Startups
As Garry Cooper ’14 PhD prepared to throw out used equipment at a Feinberg School of Medicine lab in 2015, an idea hit him: Lightly used, expensive research equipment could be reused rather than trashed. “I kept seeing reports about the funding problems in scientific research — how really smart and innovative junior faculty members are leaving academia and going into industry because of the job and funding prospects,” says Cooper, who studied neuroscience.
Gail Becker ’88 MS managed communications for the U.S. Department of Health and Human Services, worked as an executive at Warner Bros., and spent more than a decade as a president at the global communications juggernaut Edelman.
Three Kellogg grads teamed up to launch Cariset, a startup that makes a high-fashion, high-function leather backpack for women.
When Tyler Kraemer ’93, ’97 JD and Tammy Henley Kraemer ’97 JD met as students at Northwestern Pritzker School of Law, fragrance wasn’t the first thing on their minds. But in 2015, after balancing legal work and a successful essential oil wholesale operation, the couple decided to embrace their passion for perfume.
Each year, international travelers return stateside with an average of $34.82 in unused foreign cash — that is, if they haven’t already spent it on useless airport trinkets. The total discarded foreign currency in the United States amounts to an astounding $1.56 billion, with $96 million passing through the city of Chicago alone. What if someone collected all that money and put it to good use?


Exercise goal
Nothing in the data is to be left out; copy it exactly.

Records

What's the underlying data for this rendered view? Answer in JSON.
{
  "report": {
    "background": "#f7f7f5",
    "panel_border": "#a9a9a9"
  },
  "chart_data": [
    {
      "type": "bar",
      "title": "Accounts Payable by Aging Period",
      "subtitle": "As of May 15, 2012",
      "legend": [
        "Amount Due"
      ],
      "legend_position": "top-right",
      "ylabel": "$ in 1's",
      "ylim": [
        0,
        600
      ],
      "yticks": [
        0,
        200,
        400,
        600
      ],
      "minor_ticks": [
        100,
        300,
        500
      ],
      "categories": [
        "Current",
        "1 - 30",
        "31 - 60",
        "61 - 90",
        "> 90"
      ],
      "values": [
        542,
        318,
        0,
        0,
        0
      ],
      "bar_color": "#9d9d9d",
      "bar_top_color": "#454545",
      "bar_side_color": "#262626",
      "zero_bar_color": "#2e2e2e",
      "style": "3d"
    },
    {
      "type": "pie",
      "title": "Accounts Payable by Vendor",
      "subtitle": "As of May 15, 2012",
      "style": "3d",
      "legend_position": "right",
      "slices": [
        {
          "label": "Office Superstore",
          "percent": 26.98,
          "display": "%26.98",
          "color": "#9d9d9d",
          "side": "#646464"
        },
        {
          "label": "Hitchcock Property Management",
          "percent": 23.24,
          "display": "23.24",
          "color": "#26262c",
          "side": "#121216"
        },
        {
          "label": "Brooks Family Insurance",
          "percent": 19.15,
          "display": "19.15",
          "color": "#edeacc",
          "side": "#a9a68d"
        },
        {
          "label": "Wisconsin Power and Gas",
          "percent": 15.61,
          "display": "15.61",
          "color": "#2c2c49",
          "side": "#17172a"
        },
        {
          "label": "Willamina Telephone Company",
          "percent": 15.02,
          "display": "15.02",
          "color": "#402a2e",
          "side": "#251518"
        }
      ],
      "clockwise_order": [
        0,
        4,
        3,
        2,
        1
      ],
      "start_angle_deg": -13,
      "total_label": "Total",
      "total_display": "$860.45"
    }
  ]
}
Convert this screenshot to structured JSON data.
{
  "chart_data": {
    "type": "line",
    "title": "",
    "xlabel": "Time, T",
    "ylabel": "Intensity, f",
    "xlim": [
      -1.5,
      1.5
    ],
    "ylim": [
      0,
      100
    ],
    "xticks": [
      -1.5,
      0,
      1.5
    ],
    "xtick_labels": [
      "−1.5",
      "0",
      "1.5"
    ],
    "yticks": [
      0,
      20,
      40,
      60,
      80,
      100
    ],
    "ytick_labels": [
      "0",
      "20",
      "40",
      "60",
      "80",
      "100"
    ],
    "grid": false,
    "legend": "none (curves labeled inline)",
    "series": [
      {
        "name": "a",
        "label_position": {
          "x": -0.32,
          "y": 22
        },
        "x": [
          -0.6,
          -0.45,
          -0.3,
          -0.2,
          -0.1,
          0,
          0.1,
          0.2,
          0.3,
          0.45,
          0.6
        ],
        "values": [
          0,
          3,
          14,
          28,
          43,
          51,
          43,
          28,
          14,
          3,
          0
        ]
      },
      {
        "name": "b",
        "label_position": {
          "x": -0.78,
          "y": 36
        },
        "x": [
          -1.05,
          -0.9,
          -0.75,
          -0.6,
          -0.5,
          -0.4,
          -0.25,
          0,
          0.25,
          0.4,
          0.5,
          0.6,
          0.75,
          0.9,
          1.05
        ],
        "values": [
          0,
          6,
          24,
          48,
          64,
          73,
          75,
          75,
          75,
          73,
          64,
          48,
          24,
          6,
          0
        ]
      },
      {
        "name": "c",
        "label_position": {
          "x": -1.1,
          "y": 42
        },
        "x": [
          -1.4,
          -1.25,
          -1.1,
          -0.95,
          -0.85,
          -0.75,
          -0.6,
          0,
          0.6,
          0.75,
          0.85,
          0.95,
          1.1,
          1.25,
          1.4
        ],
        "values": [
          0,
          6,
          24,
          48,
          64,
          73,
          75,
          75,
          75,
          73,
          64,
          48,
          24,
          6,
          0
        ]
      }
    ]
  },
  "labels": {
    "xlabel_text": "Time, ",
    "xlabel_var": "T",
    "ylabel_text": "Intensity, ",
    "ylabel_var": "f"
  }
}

Result
What's the underlying data for this rendered view? Answer in JSON.
{
  "report": {
    "background": "#f7f7f5",
    "panel_border": "#a9a9a9"
  },
  "chart_data": [
    {
      "type": "bar",
      "title": "Accounts Payable by Aging Period",
      "subtitle": "As of May 15, 2012",
      "legend": [
        "Amount Due"
      ],
      "legend_position": "top-right",
      "ylabel": "$ in 1's",
      "ylim": [
        0,
        600
      ],
      "yticks": [
        0,
        200,
        400,
        600
      ],
      "minor_ticks": [
        100,
        300,
        500
      ],
      "categories": [
        "Current",
        "1 - 30",
        "31 - 60",
        "61 - 90",
        "> 90"
      ],
      "values": [
        542,
        318,
        0,
        0,
        0
      ],
      "bar_color": "#9d9d9d",
      "bar_top_color": "#454545",
      "bar_side_color": "#262626",
      "zero_bar_color": "#2e2e2e",
      "style": "3d"
    },
    {
      "type": "pie",
      "title": "Accounts Payable by Vendor",
      "subtitle": "As of May 15, 2012",
      "style": "3d",
      "legend_position": "right",
      "slices": [
        {
          "label": "Office Superstore",
          "percent": 26.98,
          "display": "%26.98",
          "color": "#9d9d9d",
          "side": "#646464"
        },
        {
          "label": "Hitchcock Property Management",
          "percent": 23.24,
          "display": "23.24",
          "color": "#26262c",
          "side": "#121216"
        },
        {
          "label": "Brooks Family Insurance",
          "percent": 19.15,
          "display": "19.15",
          "color": "#edeacc",
          "side": "#a9a68d"
        },
        {
          "label": "Wisconsin Power and Gas",
          "percent": 15.61,
          "display": "15.61",
          "color": "#2c2c49",
          "side": "#17172a"
        },
        {
          "label": "Willamina Telephone Company",
          "percent": 15.02,
          "display": "15.02",
          "color": "#402a2e",
          "side": "#251518"
        }
      ],
      "clockwise_order": [
        0,
        4,
        3,
        2,
        1
      ],
      "start_angle_deg": -13,
      "total_label": "Total",
      "total_display": "$860.45"
    }
  ]
}
Convert this screenshot to structured JSON data.
{
  "chart_data": {
    "type": "line",
    "title": "",
    "xlabel": "Time, T",
    "ylabel": "Intensity, f",
    "xlim": [
      -1.5,
      1.5
    ],
    "ylim": [
      0,
      100
    ],
    "xticks": [
      -1.5,
      0,
      1.5
    ],
    "xtick_labels": [
      "−1.5",
      "0",
      "1.5"
    ],
    "yticks": [
      0,
      20,
      40,
      60,
      80,
      100
    ],
    "ytick_labels": [
      "0",
      "20",
      "40",
      "60",
      "80",
      "100"
    ],
    "grid": false,
    "legend": "none (curves labeled inline)",
    "series": [
      {
        "name": "a",
        "label_position": {
          "x": -0.32,
          "y": 22
        },
        "x": [
          -0.6,
          -0.45,
          -0.3,
          -0.2,
          -0.1,
          0,
          0.1,
          0.2,
          0.3,
          0.45,
          0.6
        ],
        "values": [
          0,
          3,
          14,
          28,
          43,
          51,
          43,
          28,
          14,
          3,
          0
        ]
      },
      {
        "name": "b",
        "label_position": {
          "x": -0.78,
          "y": 36
        },
        "x": [
          -1.05,
          -0.9,
          -0.75,
          -0.6,
          -0.5,
          -0.4,
          -0.25,
          0,
          0.25,
          0.4,
          0.5,
          0.6,
          0.75,
          0.9,
          1.05
        ],
        "values": [
          0,
          6,
          24,
          48,
          64,
          73,
          75,
          75,
          75,
          73,
          64,
          48,
          24,
          6,
          0
        ]
      },
      {
        "name": "c",
        "label_position": {
          "x": -1.1,
          "y": 42
        },
        "x": [
          -1.4,
          -1.25,
          -1.1,
          -0.95,
          -0.85,
          -0.75,
          -0.6,
          0,
          0.6,
          0.75,
          0.85,
          0.95,
          1.1,
          1.25,
          1.4
        ],
        "values": [
          0,
          6,
          24,
          48,
          64,
          73,
          75,
          75,
          75,
          73,
          64,
          48,
          24,
          6,
          0
        ]
      }
    ]
  },
  "labels": {
    "xlabel_text": "Time, ",
    "xlabel_var": "T",
    "ylabel_text": "Intensity, ",
    "ylabel_var": "f"
  }
}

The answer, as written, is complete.